World’s First Lab-Grown Biolimb developed
A team from Massachusetts General Hospital said they have taken the first step towards creating artificial replacement limbs. The researchers have grown the world’s first lab-grown biolimb.
The journal Biomaterials-published research unveiled that the researchers have developed bioartificial rat forelimbs with functioning vascular and muscle tissue. Study’s author Dr. Harald Ott said that the small pink rat leg is a step forward in the future of artificial limbs.
Using the technique called decellularization the research team built the leg. The technique involved taking out living cells from the limbs of dead donors to expose their scaffolds. After this process, they planted the cells that make blood vessels and muscles on the scaffolds.
They then put the entire thing in a specially designed bioreactor and left it to grow for two weeks. The researchers then grafted skin on the leg and they were ready with a home-grown rat limb. Only requirement was of a rat to attach to it.
Ott noticed that blood circulated through vessels of their artificial legs and found to be positive thing that biolimbs can work as a replacement for limbs lost in accidents or amputations. Ott said that their next step will be to replicate the success in muscle regeneration with human cells and expanding it to other tissue types.
“What we really hope is that this will raise enough interest with groups that are specialized on muscle, specialized on bone, specialized on cartilage, so they can bring their knowledge to create the best composite”, said experts.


◆ **About this task**
Everything in the records must be copied exactly, apart from the pictures.

◆ **Data records**
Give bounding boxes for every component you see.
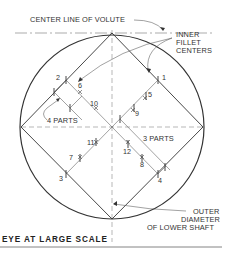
diagram-title: EYE AT LARGE SCALE: [2, 235, 108, 244]
arrowhead-center-line: [160, 27, 165, 31]
point-label-3: 3: [59, 174, 63, 183]
point-label-9: 9: [135, 109, 139, 118]
label-inner-fillet-3: CENTERS: [176, 46, 212, 55]
arrowhead-outer-diameter: [113, 201, 117, 206]
label-four-parts: 4 PARTS: [47, 116, 78, 125]
four-parts-tick-b: [70, 96, 82, 108]
point-label-2: 2: [56, 73, 60, 82]
point-label-12: 12: [123, 147, 131, 156]
leader-center-line: [134, 20, 163, 30]
point-label-8: 8: [140, 160, 144, 169]
leader-outer-diameter: [114, 204, 186, 211]
point-label-11: 11: [87, 138, 94, 147]
point-label-1: 1: [162, 73, 166, 82]
point-label-6: 6: [78, 81, 82, 90]
point-label-7: 7: [69, 153, 73, 162]
point-label-10: 10: [90, 99, 98, 108]
label-center-line: CENTER LINE OF VOLUTE: [30, 15, 125, 24]
diagonal-lower-left: [66, 127, 112, 174]
leader-inner-fillet-left: [80, 38, 172, 80]
fillet-center-markers: [78, 90, 147, 159]
point-label-4: 4: [158, 176, 162, 185]
point-label-5: 5: [148, 90, 152, 99]
volute-eye-diagram: CENTER LINE OF VOLUTE INNER FILLET CENTE…: [0, 0, 232, 255]
arrowhead-four-parts: [56, 98, 60, 102]
diagonal-upper-right: [112, 80, 158, 127]
label-outer-3: OF LOWER SHAFT: [147, 223, 214, 232]
label-three-parts: 3 PARTS: [143, 134, 174, 143]
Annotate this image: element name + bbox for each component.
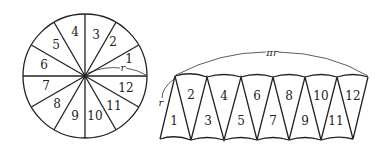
sector-label: 12	[345, 89, 360, 103]
sector-label: 10	[313, 89, 328, 103]
sector-label: 8	[53, 97, 61, 111]
radius-leader	[126, 68, 146, 75]
length-leader	[176, 52, 266, 75]
sector-label: 2	[109, 35, 117, 49]
sector-label: 4	[71, 25, 79, 39]
sector-label: 5	[52, 38, 60, 52]
sector-label: 6	[253, 89, 261, 103]
sector-label: 3	[204, 114, 212, 128]
sector-label: 4	[220, 89, 228, 103]
sector-label: 10	[87, 109, 102, 123]
sector-label: 11	[328, 114, 343, 128]
sector-label: 8	[285, 89, 293, 103]
sector-label: 2	[187, 88, 195, 102]
center-point	[83, 74, 87, 78]
diagram-canvas: r 1 2 3 4 5 6 7 8 9 10 11 12 πr r 2 4 6 …	[0, 0, 388, 153]
rearranged-strip: πr r 2 4 6 8 10 12 1 3 5 7 9 11	[159, 47, 368, 141]
sector-label: 1	[125, 52, 133, 66]
sectored-circle: r 1 2 3 4 5 6 7 8 9 10 11 12	[23, 14, 147, 138]
length-leader	[278, 52, 368, 76]
length-label: πr	[265, 47, 279, 58]
sector-label: 5	[237, 114, 245, 128]
sector-label: 12	[118, 81, 133, 95]
sector-label: 9	[71, 109, 79, 123]
top-arcs	[175, 74, 368, 77]
sector-label: 7	[42, 79, 50, 93]
sector-label: 3	[92, 28, 100, 42]
sector-label: 1	[170, 114, 178, 128]
height-label: r	[159, 97, 165, 108]
sector-label: 9	[301, 114, 309, 128]
sector-label: 11	[106, 99, 121, 113]
sector-label: 6	[40, 58, 48, 72]
sector-edges	[160, 76, 368, 140]
sector-label: 7	[269, 114, 277, 128]
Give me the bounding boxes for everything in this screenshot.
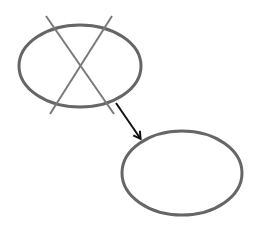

◆ **Answer below**
Give bounding boxes for every component you see.
diagram-title: EYE AT LARGE SCALE: [2, 235, 108, 244]
arrowhead-center-line: [160, 27, 165, 31]
point-label-3: 3: [59, 174, 63, 183]
point-label-9: 9: [135, 109, 139, 118]
label-inner-fillet-3: CENTERS: [176, 46, 212, 55]
arrowhead-outer-diameter: [113, 201, 117, 206]
label-four-parts: 4 PARTS: [47, 116, 78, 125]
four-parts-tick-b: [70, 96, 82, 108]
point-label-2: 2: [56, 73, 60, 82]
point-label-12: 12: [123, 147, 131, 156]
leader-center-line: [134, 20, 163, 30]
point-label-8: 8: [140, 160, 144, 169]
leader-outer-diameter: [114, 204, 186, 211]
point-label-11: 11: [87, 138, 94, 147]
point-label-1: 1: [162, 73, 166, 82]
point-label-6: 6: [78, 81, 82, 90]
point-label-7: 7: [69, 153, 73, 162]
point-label-10: 10: [90, 99, 98, 108]
label-center-line: CENTER LINE OF VOLUTE: [30, 15, 125, 24]
diagonal-lower-left: [66, 127, 112, 174]
leader-inner-fillet-left: [80, 38, 172, 80]
fillet-center-markers: [78, 90, 147, 159]
point-label-4: 4: [158, 176, 162, 185]
point-label-5: 5: [148, 90, 152, 99]
volute-eye-diagram: CENTER LINE OF VOLUTE INNER FILLET CENTE…: [0, 0, 232, 255]
arrowhead-four-parts: [56, 98, 60, 102]
diagonal-upper-right: [112, 80, 158, 127]
label-outer-3: OF LOWER SHAFT: [147, 223, 214, 232]
label-three-parts: 3 PARTS: [143, 134, 174, 143]
Annotate this image: element name + bbox for each component.
sector-label: 12	[345, 89, 360, 103]
sector-label: 10	[313, 89, 328, 103]
sector-label: 8	[53, 97, 61, 111]
radius-leader	[126, 68, 146, 75]
length-leader	[176, 52, 266, 75]
sector-label: 2	[109, 35, 117, 49]
sector-label: 4	[71, 25, 79, 39]
sector-label: 5	[52, 38, 60, 52]
sector-label: 6	[253, 89, 261, 103]
sector-label: 3	[204, 114, 212, 128]
sector-label: 4	[220, 89, 228, 103]
sector-label: 10	[87, 109, 102, 123]
sector-label: 11	[328, 114, 343, 128]
sector-label: 8	[285, 89, 293, 103]
sector-label: 2	[187, 88, 195, 102]
center-point	[83, 74, 87, 78]
diagram-canvas: r 1 2 3 4 5 6 7 8 9 10 11 12 πr r 2 4 6 …	[0, 0, 388, 153]
rearranged-strip: πr r 2 4 6 8 10 12 1 3 5 7 9 11	[159, 47, 368, 141]
sector-label: 1	[125, 52, 133, 66]
sectored-circle: r 1 2 3 4 5 6 7 8 9 10 11 12	[23, 14, 147, 138]
length-leader	[278, 52, 368, 76]
length-label: πr	[265, 47, 279, 58]
sector-label: 5	[237, 114, 245, 128]
sector-label: 12	[118, 81, 133, 95]
sector-label: 9	[71, 109, 79, 123]
top-arcs	[175, 74, 368, 77]
sector-label: 7	[42, 79, 50, 93]
sector-label: 3	[92, 28, 100, 42]
sector-label: 1	[170, 114, 178, 128]
height-label: r	[159, 97, 165, 108]
sector-label: 9	[301, 114, 309, 128]
sector-label: 11	[106, 99, 121, 113]
sector-label: 6	[40, 58, 48, 72]
sector-edges	[160, 76, 368, 140]
sector-label: 7	[269, 114, 277, 128]
Give me the bounding boxes for everything in this screenshot.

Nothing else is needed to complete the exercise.